Most importantly, the convergence participants were given a bit of encyclical education by a Vatican representative.  “Encyclical” means circular letter. It is meant to be passed on, read, and listened to. To a room of emerging multi-faith leaders, the Vatican representative told us to “take it, make it your own, be true to it and pass it on with love, sympathy, compassion.”  “Take the time to read it.” “Don’t give up on religious leaders.”  “It’s not about ecology, it’s about life.”  And if we have other ideas for the leadership that the Church should take?  What do seminaries have to teach the Church?  Take it to the Vatican: “The Vatican is not a control tower.”

Pope Francis’ encyclical sends a powerful message. It tells us that the Church acknowledges the eco-spirituality of St. Francis of Assisi, the realities of how our careless human lifestyles are disrupting the climate and affecting the most vulnerable, and how a spiritual grounding and integral ecology can help us to reverse much of the damage we’ve done.  I am very interested to see how discussion and dialogue about the encyclical (there are already a number of discussion guides out there) can lead us to healing and a deepened appreciation of faith and community.

Before we left the convergence, we were given the task of drafting an eco-theological project to carry out in our home countries. The three stages of the task include an eco-autobiography, exploring spiritual resources, and finding a forum for public expression. I found this task to be a particularly useful exercise in helping me define my own spiritual journey.  The first stage of the task helped me unearth the experiences I had while growing up that led to the development of my spiritual convictions, and had me ponder my relationships with land, animals, and other non-human forms of life.

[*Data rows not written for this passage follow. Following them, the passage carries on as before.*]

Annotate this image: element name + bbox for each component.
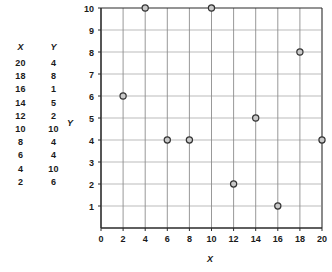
x-tick-label: 4 xyxy=(143,234,148,244)
y-tick-label: 2 xyxy=(89,180,94,190)
x-tick-label: 6 xyxy=(165,234,170,244)
y-tick-label: 4 xyxy=(89,136,94,146)
data-points xyxy=(120,5,325,209)
y-tick-label: 3 xyxy=(89,158,94,168)
x-tick-label: 18 xyxy=(295,234,305,244)
y-tick-label: 5 xyxy=(89,114,94,124)
x-tick-label: 2 xyxy=(121,234,126,244)
y-tick-label: 1 xyxy=(89,202,94,212)
data-point xyxy=(253,115,259,121)
x-tick-labels: 02468101214161820 xyxy=(98,234,327,244)
x-tick-label: 10 xyxy=(206,234,216,244)
data-point xyxy=(319,137,325,143)
x-tick-label: 14 xyxy=(251,234,261,244)
tick-marks xyxy=(98,8,322,231)
data-point xyxy=(231,181,237,187)
scatter-chart: 02468101214161820 12345678910 X Y xyxy=(0,0,332,272)
y-tick-label: 10 xyxy=(84,4,94,14)
x-tick-label: 20 xyxy=(317,234,327,244)
data-point xyxy=(186,137,192,143)
data-point xyxy=(142,5,148,11)
x-tick-label: 16 xyxy=(273,234,283,244)
x-tick-label: 8 xyxy=(187,234,192,244)
data-point xyxy=(297,49,303,55)
y-axis-title: Y xyxy=(67,118,74,128)
data-point xyxy=(208,5,214,11)
y-tick-label: 8 xyxy=(89,48,94,58)
y-tick-label: 9 xyxy=(89,26,94,36)
data-point xyxy=(120,93,126,99)
x-axis-title: X xyxy=(206,254,214,264)
y-tick-label: 7 xyxy=(89,70,94,80)
data-point xyxy=(275,203,281,209)
x-tick-label: 0 xyxy=(98,234,103,244)
x-tick-label: 12 xyxy=(229,234,239,244)
data-point xyxy=(164,137,170,143)
y-tick-label: 6 xyxy=(89,92,94,102)
y-tick-labels: 12345678910 xyxy=(84,4,94,212)
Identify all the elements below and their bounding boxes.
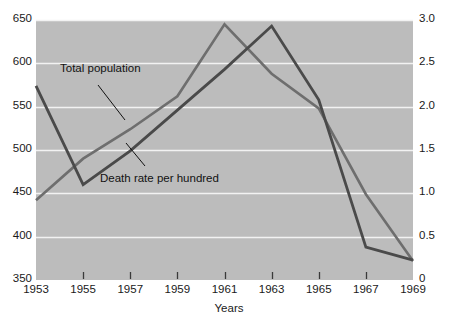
annotation-death-rate: Death rate per hundred [100,172,219,184]
chart-overlay [0,0,458,327]
x-axis-tick-label: 1963 [252,283,292,295]
x-axis-tick-label: 1955 [63,283,103,295]
data-series-lines [36,24,413,261]
axis-tick-marks [84,272,367,279]
x-axis-title: Years [0,302,458,314]
x-axis-tick-label: 1957 [110,283,150,295]
y-axis-left-tick-label: 450 [0,185,32,197]
y-axis-left-tick-label: 650 [0,12,32,24]
x-axis-tick-label: 1967 [346,283,386,295]
x-axis-tick-label: 1959 [157,283,197,295]
y-axis-right-tick-label: 3.0 [419,12,449,24]
y-axis-right-tick-label: 2.0 [419,99,449,111]
y-axis-left-tick-label: 550 [0,99,32,111]
y-axis-right-tick-label: 1.0 [419,185,449,197]
x-axis-tick-label: 1953 [16,283,56,295]
y-axis-right-tick-label: 2.5 [419,55,449,67]
gridlines [36,21,413,238]
x-axis-tick-label: 1969 [393,283,433,295]
x-axis-tick-label: 1965 [299,283,339,295]
y-axis-left-tick-label: 500 [0,142,32,154]
annotation-leader-lines [98,85,145,166]
y-axis-left-tick-label: 400 [0,229,32,241]
line-chart: 350400450500550600650 00.51.01.52.02.53.… [0,0,458,327]
y-axis-left-tick-label: 600 [0,55,32,67]
x-axis-tick-label: 1961 [205,283,245,295]
y-axis-right-tick-label: 1.5 [419,142,449,154]
y-axis-right-tick-label: 0.5 [419,229,449,241]
annotation-total-population: Total population [60,62,141,74]
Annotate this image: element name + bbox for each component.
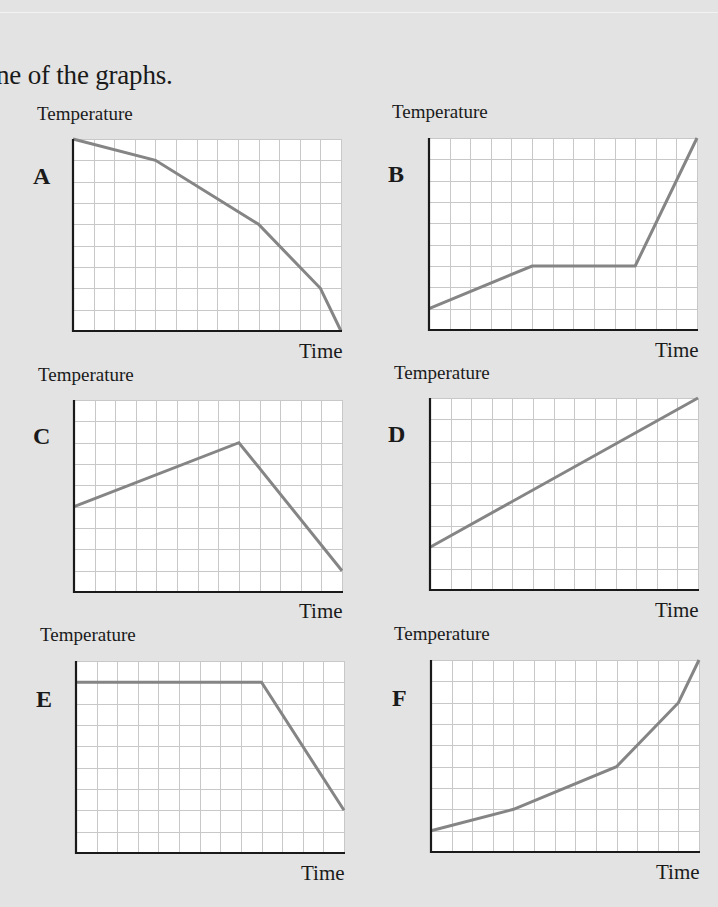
- graph-letter: A: [33, 163, 50, 190]
- plot-area: [76, 661, 345, 854]
- plot-area: [74, 400, 343, 593]
- y-axis-label: Temperature: [38, 364, 134, 386]
- x-axis-label: Time: [655, 598, 699, 623]
- y-axis-label: Temperature: [394, 623, 490, 645]
- instruction-heading: ne of the graphs.: [0, 60, 173, 91]
- graph-letter: D: [388, 421, 405, 448]
- y-axis-label: Temperature: [37, 103, 133, 125]
- graph-letter: B: [388, 161, 404, 188]
- y-axis-label: Temperature: [394, 362, 490, 384]
- x-axis-label: Time: [299, 339, 343, 364]
- x-axis-label: Time: [655, 338, 699, 363]
- plot-area: [430, 398, 699, 591]
- graph-letter: E: [36, 686, 52, 713]
- x-axis-label: Time: [301, 861, 345, 886]
- page-top-edge: [0, 0, 718, 13]
- y-axis-label: Temperature: [40, 624, 136, 646]
- graph-letter: F: [392, 685, 407, 712]
- x-axis-label: Time: [656, 860, 700, 885]
- x-axis-label: Time: [299, 599, 343, 624]
- y-axis-label: Temperature: [392, 101, 488, 123]
- plot-area: [73, 139, 342, 332]
- graph-letter: C: [33, 423, 50, 450]
- plot-area: [429, 138, 698, 331]
- plot-area: [431, 660, 700, 853]
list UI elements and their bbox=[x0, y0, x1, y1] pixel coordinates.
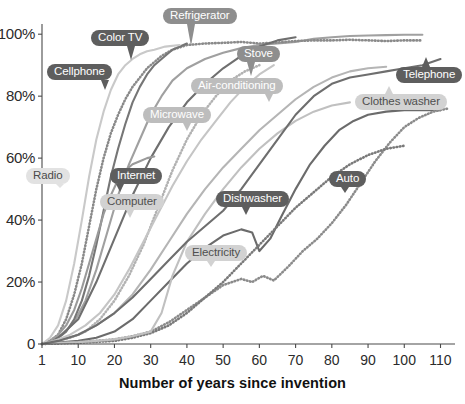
diffusion-of-innovation-chart: 020%40%60%80%100% 1102030405060708090100… bbox=[0, 0, 465, 404]
y-tick-label-20: 20% bbox=[6, 273, 35, 290]
series-label-clothes-washer: Clothes washer bbox=[355, 94, 447, 110]
series-label-radio: Radio bbox=[26, 168, 70, 184]
series-label-color-tv: Color TV bbox=[91, 30, 149, 46]
series-label-microwave: Microwave bbox=[143, 107, 211, 123]
label-pointer bbox=[341, 187, 349, 193]
x-axis-title: Number of years since invention bbox=[0, 375, 465, 391]
label-pointer bbox=[242, 207, 250, 215]
x-tick-label-50: 50 bbox=[203, 352, 243, 368]
x-tick-label-20: 20 bbox=[94, 352, 134, 368]
series-label-air-conditioning: Air-conditioning bbox=[191, 78, 283, 94]
label-pointer bbox=[385, 86, 393, 94]
series-line-dishwasher bbox=[42, 110, 441, 344]
y-tick-label-80: 80% bbox=[6, 87, 35, 104]
series-label-telephone: Telephone bbox=[396, 67, 462, 83]
label-pointer bbox=[183, 123, 191, 131]
series-label-computer: Computer bbox=[100, 194, 164, 210]
series-label-electricity: Electricity bbox=[185, 245, 247, 261]
series-label-internet: Internet bbox=[110, 168, 162, 184]
series-label-stove: Stove bbox=[237, 46, 280, 62]
label-pointer bbox=[101, 80, 109, 90]
series-label-cellphone: Cellphone bbox=[47, 64, 112, 80]
x-tick-label-10: 10 bbox=[58, 352, 98, 368]
y-tick-label-0: 0 bbox=[27, 335, 35, 352]
x-tick-label-70: 70 bbox=[276, 352, 316, 368]
series-label-dishwasher: Dishwasher bbox=[216, 191, 289, 207]
x-tick-label-1: 1 bbox=[22, 352, 62, 368]
y-tick-label-100: 100% bbox=[0, 25, 35, 42]
series-label-auto: Auto bbox=[329, 171, 366, 187]
series-label-refrigerator: Refrigerator bbox=[163, 8, 237, 24]
y-tick-label-60: 60% bbox=[6, 149, 35, 166]
series-line-clothes-washer bbox=[42, 102, 350, 344]
x-tick-label-60: 60 bbox=[239, 352, 279, 368]
x-tick-label-80: 80 bbox=[312, 352, 352, 368]
label-pointer bbox=[126, 210, 134, 218]
x-tick-label-30: 30 bbox=[131, 352, 171, 368]
label-pointer bbox=[56, 184, 64, 188]
x-tick-label-40: 40 bbox=[167, 352, 207, 368]
label-pointer bbox=[116, 184, 124, 192]
label-pointer bbox=[265, 94, 273, 102]
y-tick-label-40: 40% bbox=[6, 211, 35, 228]
label-pointer bbox=[187, 24, 195, 46]
x-tick-label-100: 100 bbox=[384, 352, 424, 368]
label-pointer bbox=[207, 261, 215, 267]
x-tick-label-90: 90 bbox=[348, 352, 388, 368]
x-tick-label-110: 110 bbox=[421, 352, 461, 368]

It also had me reflect on my personal experiences with environmental justice issues, something I’ve had to intentionally immerse myself in because of the protection that the privilege that my cultural and socioeconomic background afford me.

Regarding the texts which have informed my eco-theology, I thought about the creation mandate found from a spiritual reading of Genesis in the Bible, as well as a few books by Franciscans I’ve learned of through the Franciscan Earth Corps, including “Care for Creation: A Franciscan Spirituality of the Earth” and “Repair My House: Becoming a Kindom Catholic.”  These texts have helped inform my understanding of Catholic Franciscan eco-theology, such as the “thisness” of each unique creation of God and the Trinitarian worldview which underpins Christianity.  Drawing from these reflections to identify the basis of my own spiritual beliefs about the environment, I found that contemplation and the practice of being present can lead us to experience a feeling of oneness and interconnectedness, and a sense of divine presence in everything and everyone in the world. This translates into the responsibility we share to steward the Earth and treat everyone and everything as our brothers and sisters because of the kinship we share with creation; as well as the need to work for justice and reconciliation, especially when we have privilege, because of the Gospel’s call to prioritize the poor.

The last part of the task, finding a forum for public expression, is still a work in progress for me. Perhaps my reflections here are a form of this public expression, though as I continue to process all that I learned during the convergence and continue to learn at home, I’m sure my ideas will continue to evolve. I welcome thoughts on meaningful methods I could use for public expression, but most importantly, I encourage everyone reading this to create their own version of the eco-theological project.  As the convergence participants learned from the Vatican representative, it is up to us to take what we find in the encyclical as well as in our own faith traditions, and use it in our own contexts.  As St. Francis said, “I have done what is mine to do; may Christ teach you what is yours to do.”